RL simulators are just one part of our business. The other part is around human data creation (think Scale AI but for computer use). We produce off-the-shelf pre-training/fine-tuning datasets, expert human evaluation/error analysis, or any other data needs for our customers. There are also a lot of exciting overlaps between the two - for example, using human experts to help create our simulators/tasks. Happy to go in more detail, but we thought that simulators would make for the more interesting HackerNews post :)

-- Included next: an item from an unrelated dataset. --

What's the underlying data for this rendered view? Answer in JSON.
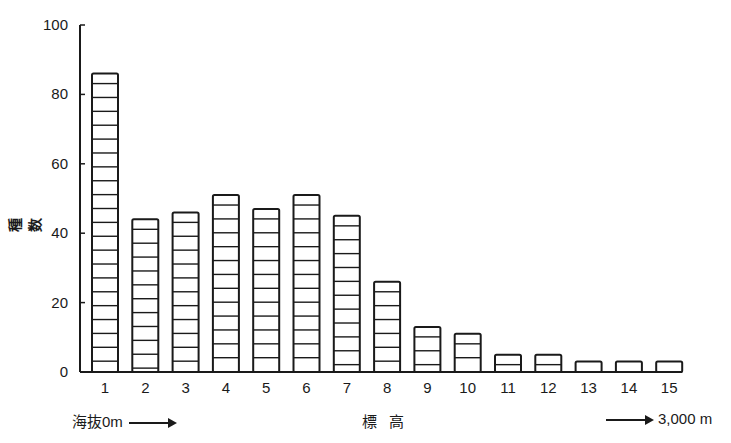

Finally, about us: Wyatt and I met while studying CS at Cornell and have been living and working together for over 7 years. I previously led product/research at Capital One Labs, where I launched one of the first AI agents in banking. Wyatt previously was a Cornell Milstei...
15 comments
[ 5.4 ms ] story [ 46.1 ms ] threadIf it gets a major travel detail wrong, purchases a business class ticket on accident, etc. and I need to adjust the booking by calling the airline, then I’m way less happy than I was if I just bought the ticket myself. Not to mention what happens when Google flights gets a UI refresh and knocks the accuracy rate of the agent down even 10%.
Digital criminals are gonna love it, though.
I’m personally much more interested in automating browser tasks that aren’t economically valuable because that mitigates the risk.
My own experience makes me lean toward thinking that the truth is somewhere in the middle in this situation, and that simulators like these will be valuable. I've been experimenting a lot with computer use on my website Bingeclock, passing through different prompts along the lines of "make a movie marathon based on X." The newest agents are consistently impressive, while also being consistently imperfect in surprising and interesting ways.
Whether or not all the labs are already running this kind of thing internally for themselves, you would know better than I. But it's an idea that seems very useful nonetheless. Congratulations on the launch!
Does this simulation really required? There's another YC startup, they're processing PDFs I believe. They didn't train their systems on any simulation.
Edited to reword and add more context.
I think each agent use case is going to need a simulation for its reward to eek out the last 20%.
Edit: Realized I forgot to say Great Work! Looks Cool!